College - Notre Dame
HEAD COACH
On June 7, 2010, Monty Williams was appointed head coach of the New Orleans Hornets. It is Williams’ first stint as a head coach, having spent the previous five seasons as an assistant coach for the Portland Trail Blazers. As of the date hired, Williams became the youngest head coach in the NBA at 38 years old.

Williams is considered one of the promising young coaches in the NBA. Trail Blazers Head Coach Nate McMillan charged Williams with running the team’s 2007 and 2008 entries into the NBA Summer League in Las Vegas. The two teams featured young Trail Blazers prospects Greg Oden, LaMarcus Aldridge, Petteri Koponen, Jerryd Bayless and Nicolas Batum.

During his time with the Trail Blazers, Williams spent a great deal of time working with Travis Outlaw and Martell Webster. He focused on consistency, instilling intensity and purpose every day in practice, as well as in games. Before being traded to the Los Angeles Clippers in the 2009-10 season, Outlaw increased his scoring and rebounding average twice in four seasons during Williams’ tenure. Webster and Williams both entered their first season with the Trail Blazers in 2005-06. Like Outlaw, Webster saw numerous improvements in a number of statistical categories, including points, rebounds per game, and field-goal percentage.

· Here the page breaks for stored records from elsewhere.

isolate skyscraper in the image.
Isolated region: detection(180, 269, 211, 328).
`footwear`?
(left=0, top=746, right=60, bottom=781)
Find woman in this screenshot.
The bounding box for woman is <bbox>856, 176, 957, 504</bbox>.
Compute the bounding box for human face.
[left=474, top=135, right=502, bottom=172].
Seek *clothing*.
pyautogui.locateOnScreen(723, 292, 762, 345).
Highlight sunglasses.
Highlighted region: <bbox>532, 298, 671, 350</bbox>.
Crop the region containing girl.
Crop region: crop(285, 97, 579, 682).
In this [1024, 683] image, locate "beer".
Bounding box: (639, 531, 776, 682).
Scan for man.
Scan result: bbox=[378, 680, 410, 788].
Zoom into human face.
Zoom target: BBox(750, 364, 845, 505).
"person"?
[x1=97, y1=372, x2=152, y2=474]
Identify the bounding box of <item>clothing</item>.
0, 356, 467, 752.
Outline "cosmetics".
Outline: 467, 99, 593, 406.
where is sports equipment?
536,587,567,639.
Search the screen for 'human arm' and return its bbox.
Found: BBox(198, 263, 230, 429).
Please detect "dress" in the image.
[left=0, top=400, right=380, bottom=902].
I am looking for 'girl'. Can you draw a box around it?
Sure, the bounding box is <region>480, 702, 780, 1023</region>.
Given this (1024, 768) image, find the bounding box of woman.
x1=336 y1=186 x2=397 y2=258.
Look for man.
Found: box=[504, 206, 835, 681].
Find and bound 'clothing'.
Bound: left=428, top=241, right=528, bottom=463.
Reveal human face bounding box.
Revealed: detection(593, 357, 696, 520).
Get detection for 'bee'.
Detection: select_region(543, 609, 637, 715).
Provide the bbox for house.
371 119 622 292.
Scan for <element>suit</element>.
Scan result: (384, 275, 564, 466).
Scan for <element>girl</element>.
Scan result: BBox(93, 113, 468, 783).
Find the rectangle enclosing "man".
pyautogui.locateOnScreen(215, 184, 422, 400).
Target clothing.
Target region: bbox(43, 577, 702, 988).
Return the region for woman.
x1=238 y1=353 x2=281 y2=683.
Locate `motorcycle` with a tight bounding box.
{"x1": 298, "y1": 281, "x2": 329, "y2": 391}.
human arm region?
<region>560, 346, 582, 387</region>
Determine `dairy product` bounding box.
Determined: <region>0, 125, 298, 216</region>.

Prior to joining the Trail Blazers, he won an NBA Championship as a coaching staff intern with the San Antonio Spurs in 2004-05, and during the summer of 2005, coached the Spurs’ Summer League entry in the Rocky Mountain Revue.

Selected by New York in the first round (24th overall) of the 1994 NBA Draft, Williams was a nine-year veteran of the NBA before chronic knee problems forced him into retirement in 2003. Hailing from Notre Dame, Williams played for the Knicks, San Antonio, Denver, Orlando and Philadelphia. His best season was with the Spurs in 1996-97, when he averaged 9.0 points, 3.2 rebounds and 1.4 assists in 65 games and shot 50.9% from the field. In 456 career games, he averaged 6.3 points per game.

He was an honorable mention All-American at Notre Dame after averaging 22.4 points and 8.4 rebounds during his senior season. Williams was away from basketball for two years during college (from 1990 to 1992) after being diagnosed with hypertropic cardiomyopathy, a rare condition of thickened muscle between the chambers of the heart. He earned a degree from Notre Dame’s College of Arts and Letters, majoring in communications and theatre. In high school, he was a 4.0 student at Potomac High School in Oxon Hill, Md.

Active in the Fellowship of Christian Athletes, he was involved with fellow NBA guard Charlie Ward in distributing shoes and athletic equipment to impoverished communities in South Africa. He and his wife, Ingrid, are the parents of five children.